Threat intelligence teams face an uncomfortable math problem.
The surface area they're expected to monitor grows every year — more platforms, more keywords, more client assets, more threat actors operating in more places. But the engineering capacity available to monitor that surface area doesn't scale the same way. Headcount is expensive. Pipelines are fragile. And every new public data source a team wants to cover means another integration to build, maintain, and eventually rebuild when something changes.
At some point, the coverage a team can deliver and the coverage their clients expect stop moving in the same direction.
One of the world's leading threat intelligence companies — a platform trusted by major financial institutions, government agencies, and enterprise security teams globally — hit this problem directly.
The Real Cost of Raw API Coverage
Building on raw public data APIs is deceptively expensive. The initial integration is straightforward enough. The ongoing cost is what compounds.
Every platform delivers data differently. Schemas don't match. Enrichment fields — account creation date, follower count, verification status — are inconsistent or missing entirely. Deduplication is the team's problem. Formatting is the team's problem. When the platform changes its structure, fixing it is the team's problem.
For a team running a handful of keywords across two platforms, this is manageable. For a team running tens of thousands of keywords across seven or more, it becomes the dominant engineering workload — not the intelligence work the team was built to do.
This company's Digital Risk Protection team was doing exactly this: monitoring brand impersonation and fake profiles across major public data sources, running keyword-based searches, transforming raw results into usable intelligence. A second internal team — Payment Fraud Intelligence — was separately tracking fraudulent ad campaigns across major advertising platforms. Two teams, two use cases, one shared reality: the engineering overhead of maintaining data pipelines at scale was consuming capacity that should have been going to analysis.
The Managed Flow Shift
When this team first spoke with Vetric, the conversation moved quickly to a single idea: what if the entire data engineering layer wasn't their problem anymore?
Vetric's Managed Flow product is built around that premise. Instead of giving a team an API and leaving them to handle the rest, Vetric owns the full pipeline — platform calls, entity matching, deduplication, enrichment, and formatting — and delivers a clean, unified, ready-to-use feed directly into the customer's systems. The customer defines keywords and rules. Vetric handles everything else.
For the senior leader on the DRP team, the reaction was immediate.
"This addresses exactly my pain point — wanting to add support for more things without the dev effort."
That sentence contains the entire value proposition. Not faster data. Not cheaper data. The elimination of the engineering work that stands between a team and the coverage they need.
What Scaling Actually Looks Like
Moving from concept to production at this scale isn't instantaneous. The deployment followed a phased rollout — 25,000 keywords, then 50,000, then the full scale — allowing both teams to validate data quality, tune matching logic, and build operational confidence before committing fully.
The matching layer matters as much as the volume. Threat intelligence use cases require precision. Fuzzy matching that produces noise costs analysts time — every false positive is a distraction from a real threat. Vetric's configurable matching modes — fuzzy for recall, exact for precision — gave the team the ability to tune coverage to their specific tolerance for signal versus noise.
Platform coverage expanded without additional development effort. Enrichment fields that previously required in-house transformation — account creation date, follower count, verification status, screenshots — arrived in the feed already formatted and unified across platforms. When a platform changed, Vetric absorbed the change. The customer's integration didn't.
The Outcome
The team scaled to 250,000 monitored keywords across 7+ platforms under a single data contract. Two distinct intelligence functions — Digital Risk Protection and Payment Fraud Intelligence — operate on the same infrastructure without duplicating engineering effort. The engineering capacity previously consumed by pipeline maintenance moved back to where it belongs: intelligence analysis, model development, and product improvement.
The next milestone is dynamic keyword lists — automated updates that add and remove monitored terms as the threat landscape shifts, without manual intervention. The goal is a coverage layer that moves as fast as the threats it's tracking.
The Bigger Point
Scaling threat intelligence coverage is not fundamentally an engineering problem. It's a data infrastructure problem. The teams that try to solve it with headcount and in-house pipelines find themselves in a constant maintenance cycle — building, breaking, rebuilding — while the coverage gap their clients feel continues to grow.
The teams that solve it by treating public data infrastructure as a managed service find something more valuable than coverage: the operational leverage to do more with the team they already have.
That's what Vetric is built to provide.
If your team is managing more keywords, more platforms, and more client assets than your engineering capacity can comfortably support — that's the conversation worth having.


→ **What the exercise asks**: Every record is to be printed exactly as written, and any picture in it is skipped.

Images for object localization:
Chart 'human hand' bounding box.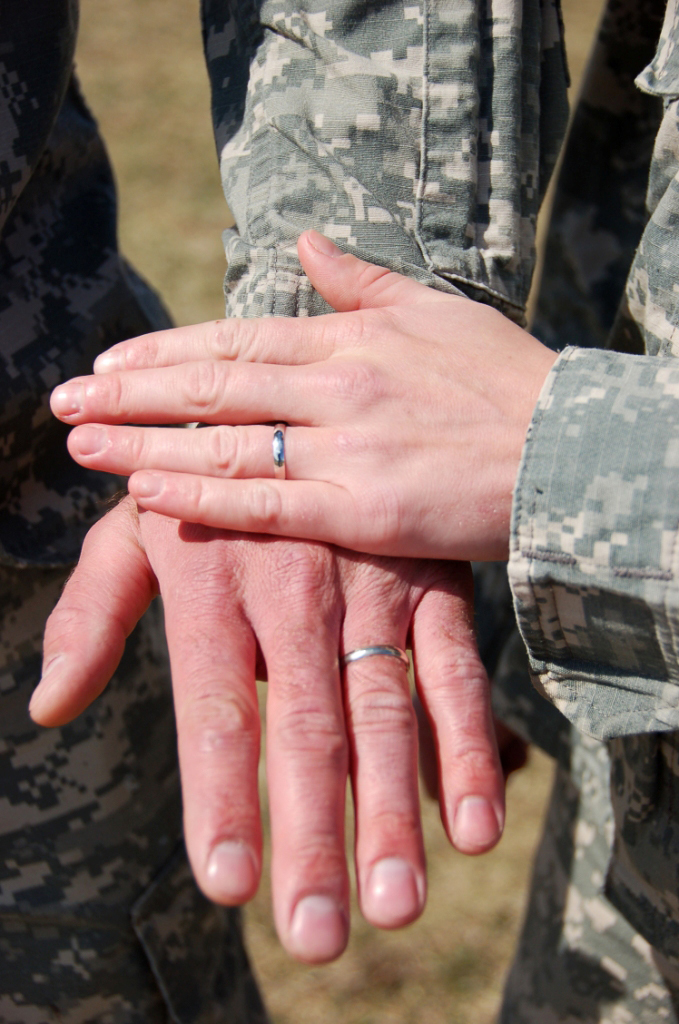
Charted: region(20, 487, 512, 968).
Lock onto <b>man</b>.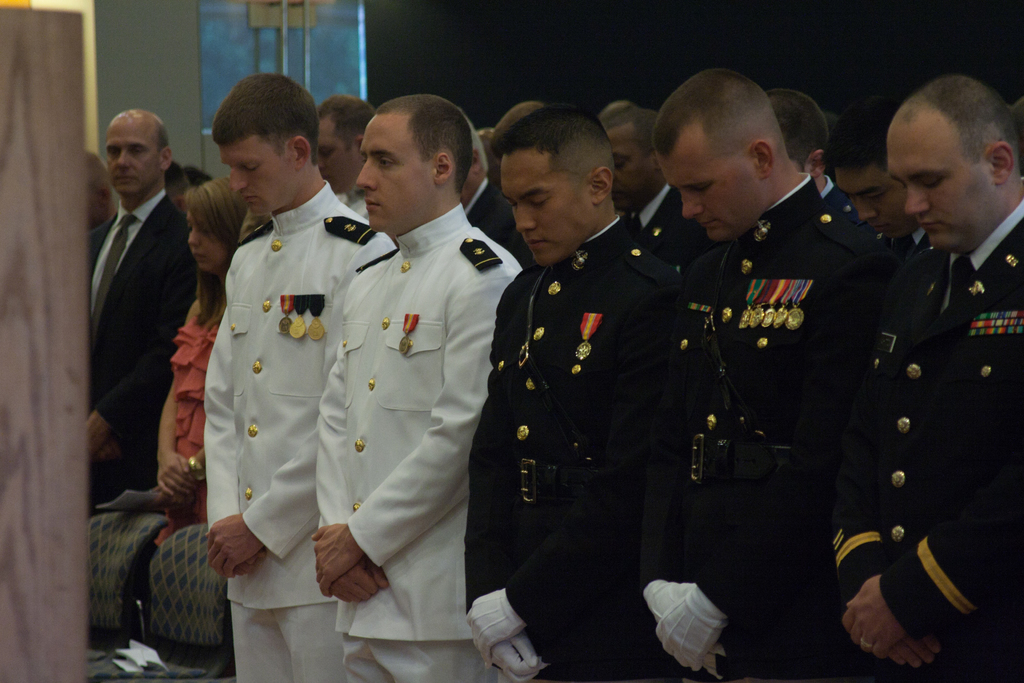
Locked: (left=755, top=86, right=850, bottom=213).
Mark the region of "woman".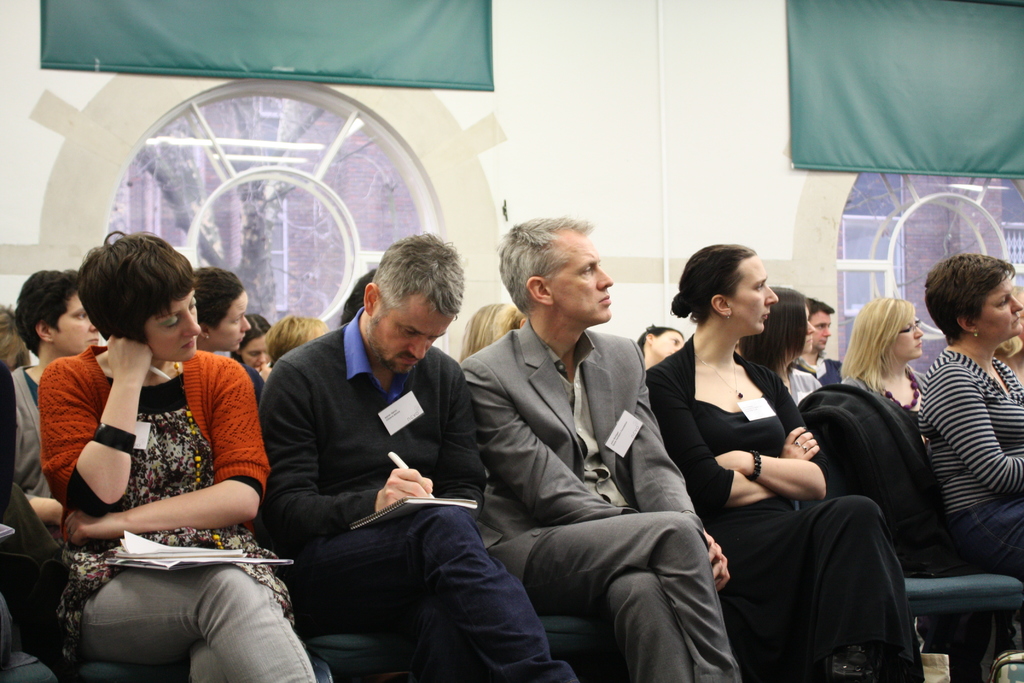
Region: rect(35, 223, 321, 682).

→ **Expected answer**:
Chart 'human hand' bounding box.
Charted: region(20, 487, 512, 968).
Lock onto <b>man</b>.
Locked: (left=755, top=86, right=850, bottom=213).
Mark the region of "woman".
Region: rect(35, 223, 321, 682).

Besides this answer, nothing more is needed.